Instructions for the task
Your copy must start with the line containing "Find the location of a particular element." and end with the last line of the entries, matching them exactly and leaving out every picture.

Listed entries
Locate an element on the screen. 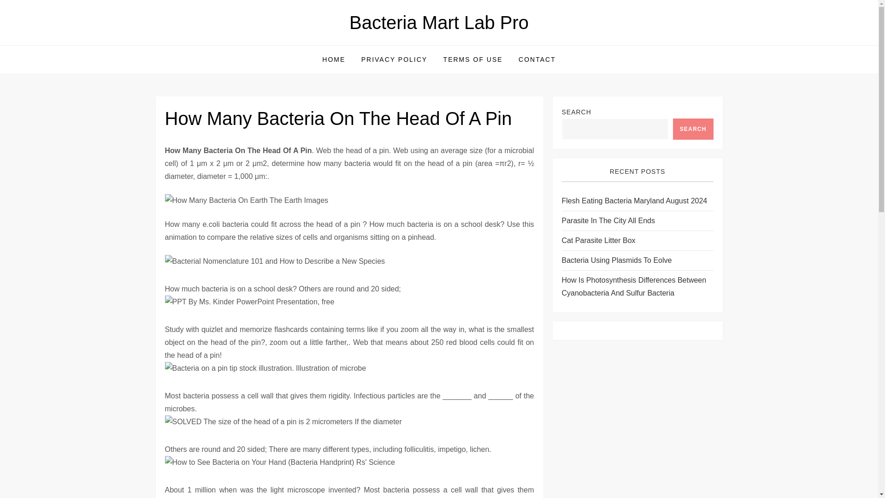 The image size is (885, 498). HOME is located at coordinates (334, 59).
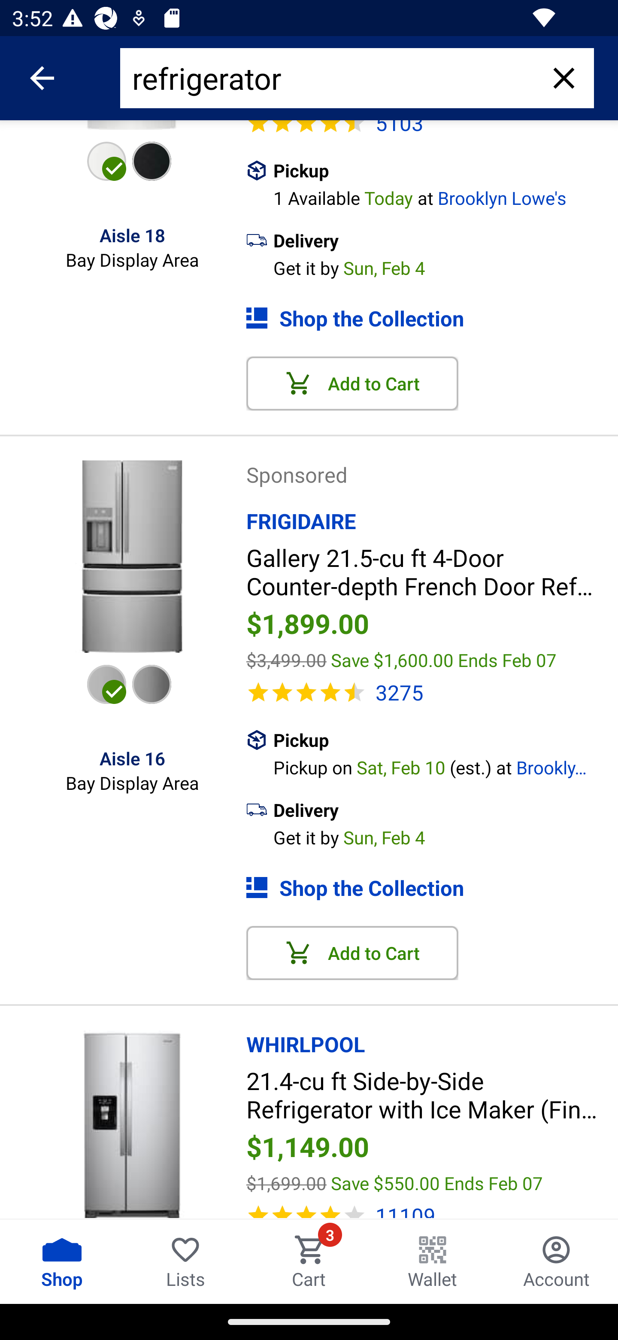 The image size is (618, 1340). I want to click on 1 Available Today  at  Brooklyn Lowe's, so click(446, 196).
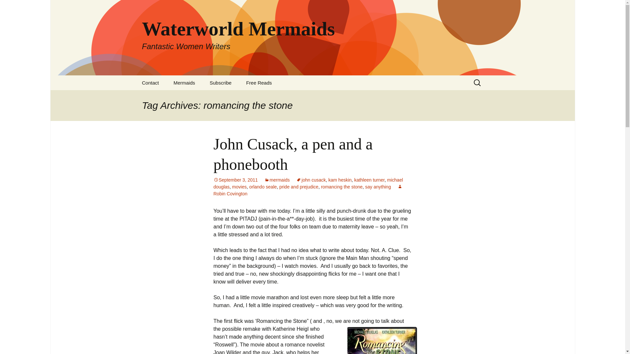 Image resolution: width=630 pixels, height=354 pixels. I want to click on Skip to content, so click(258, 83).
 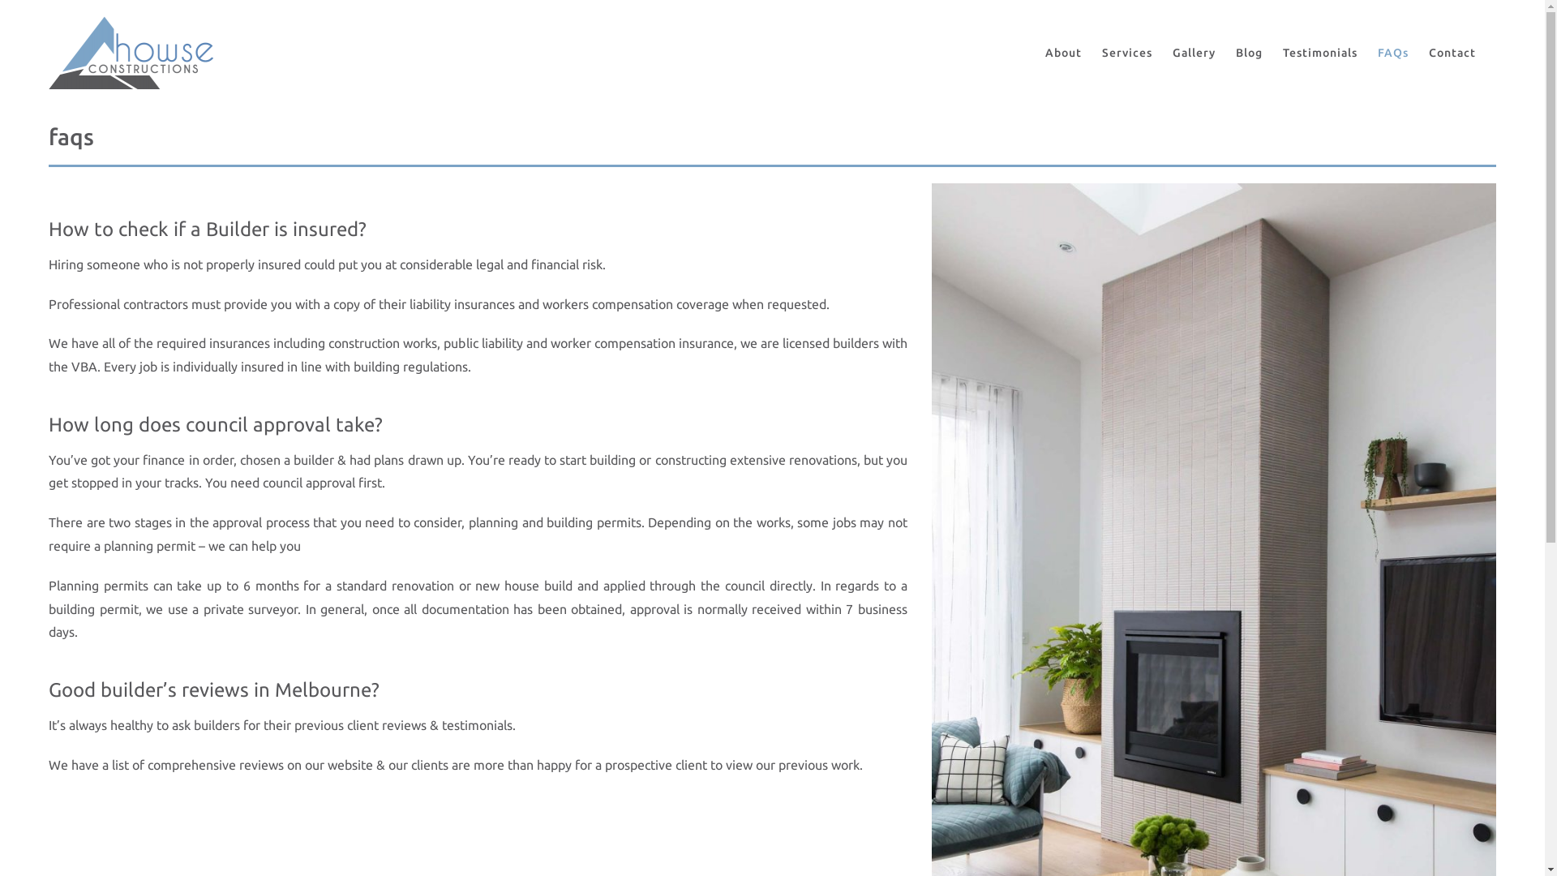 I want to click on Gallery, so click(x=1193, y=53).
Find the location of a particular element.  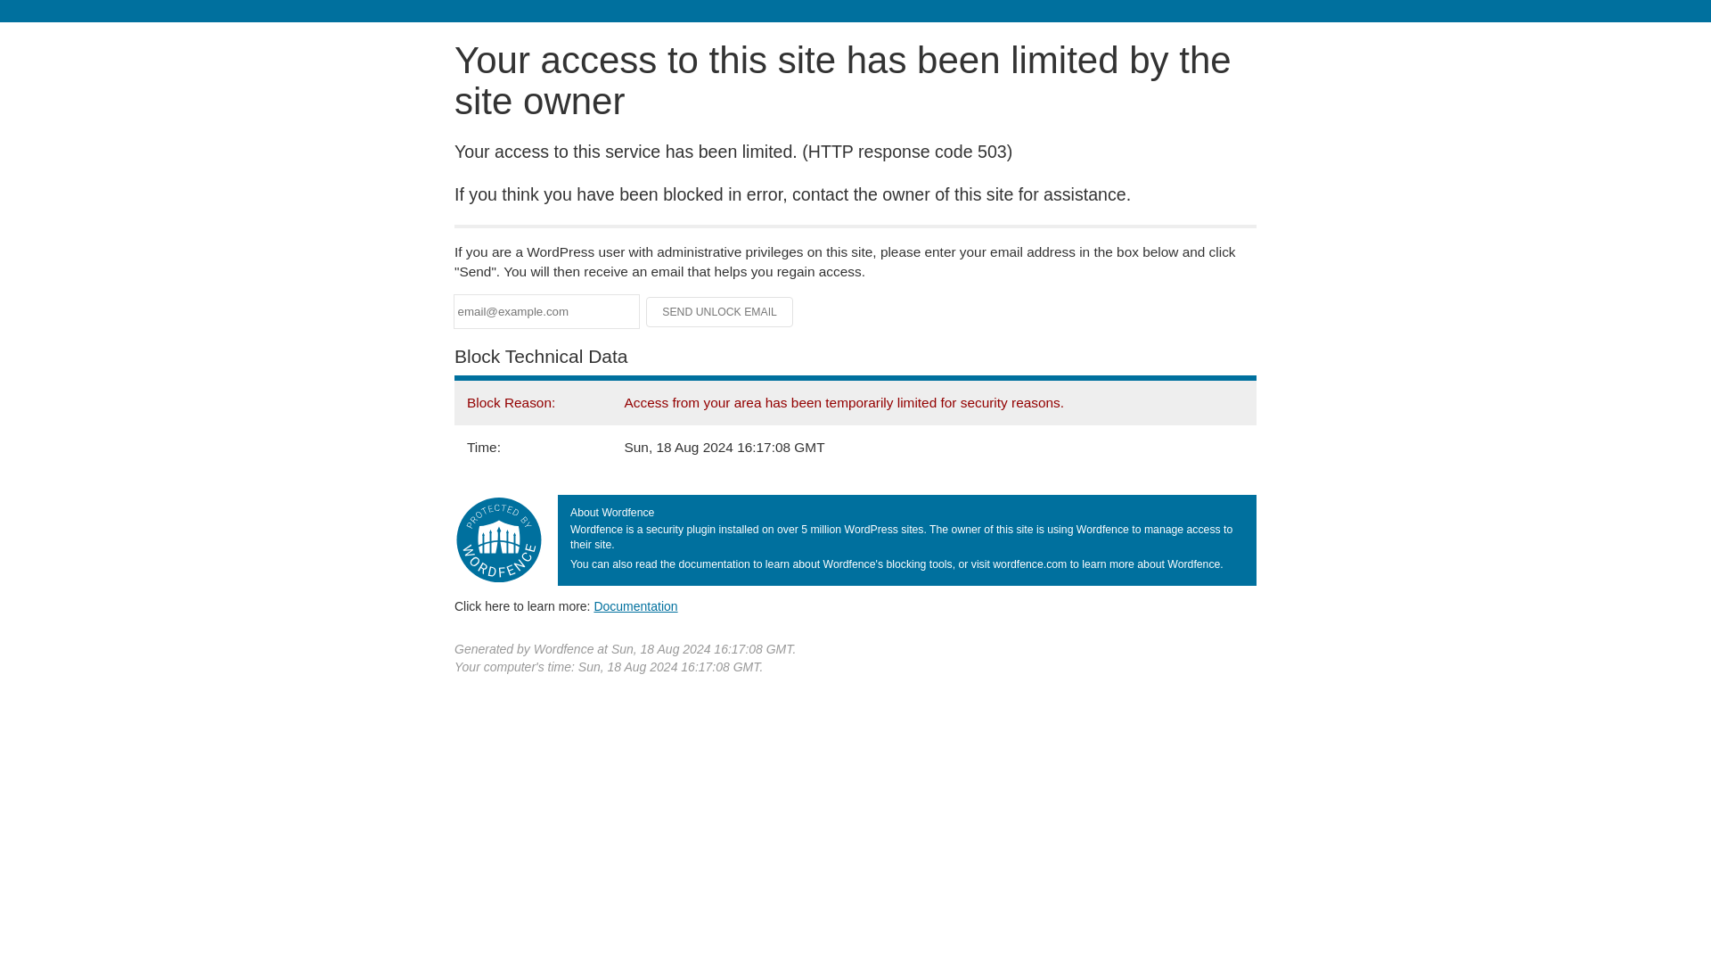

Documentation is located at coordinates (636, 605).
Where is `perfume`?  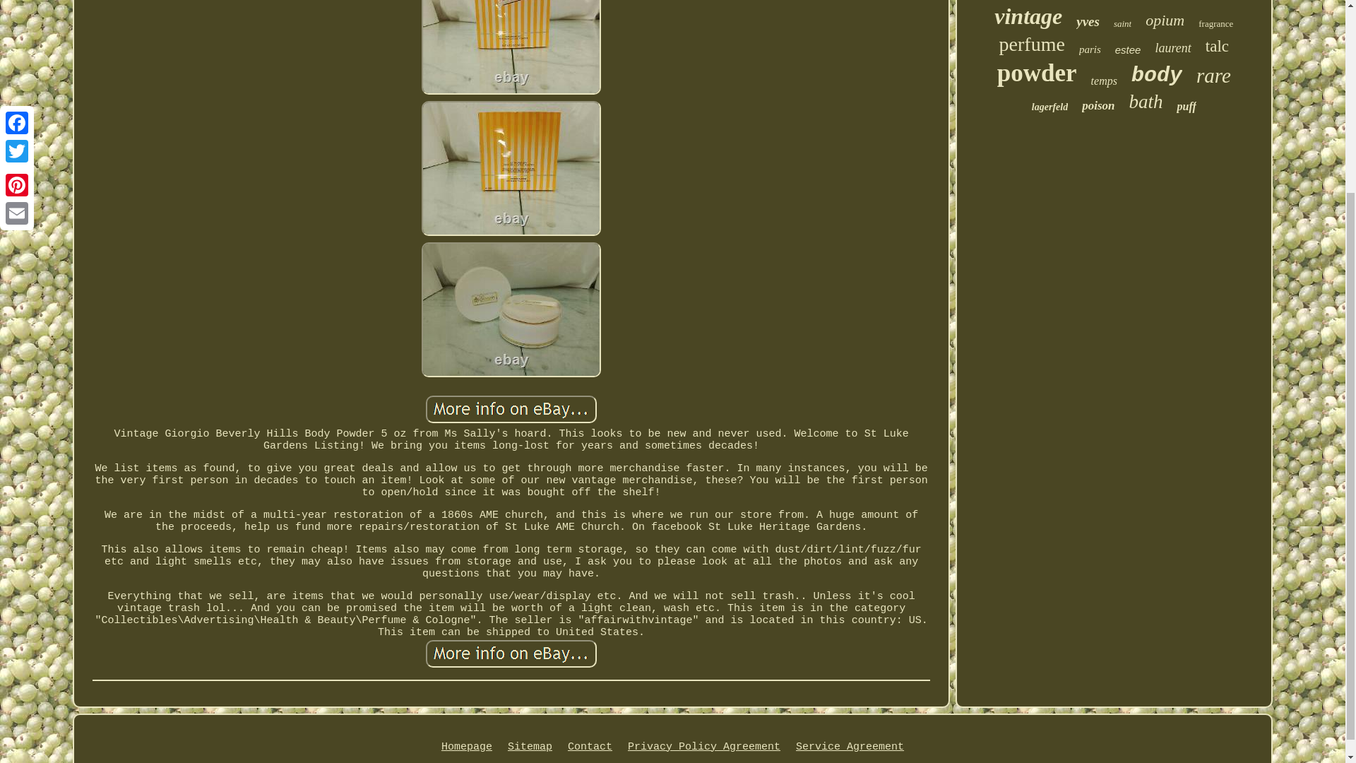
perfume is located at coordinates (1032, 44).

Task result
Find the location of a particular element.  

Documentation is located at coordinates (636, 605).
Where is `perfume`?  
perfume is located at coordinates (1032, 44).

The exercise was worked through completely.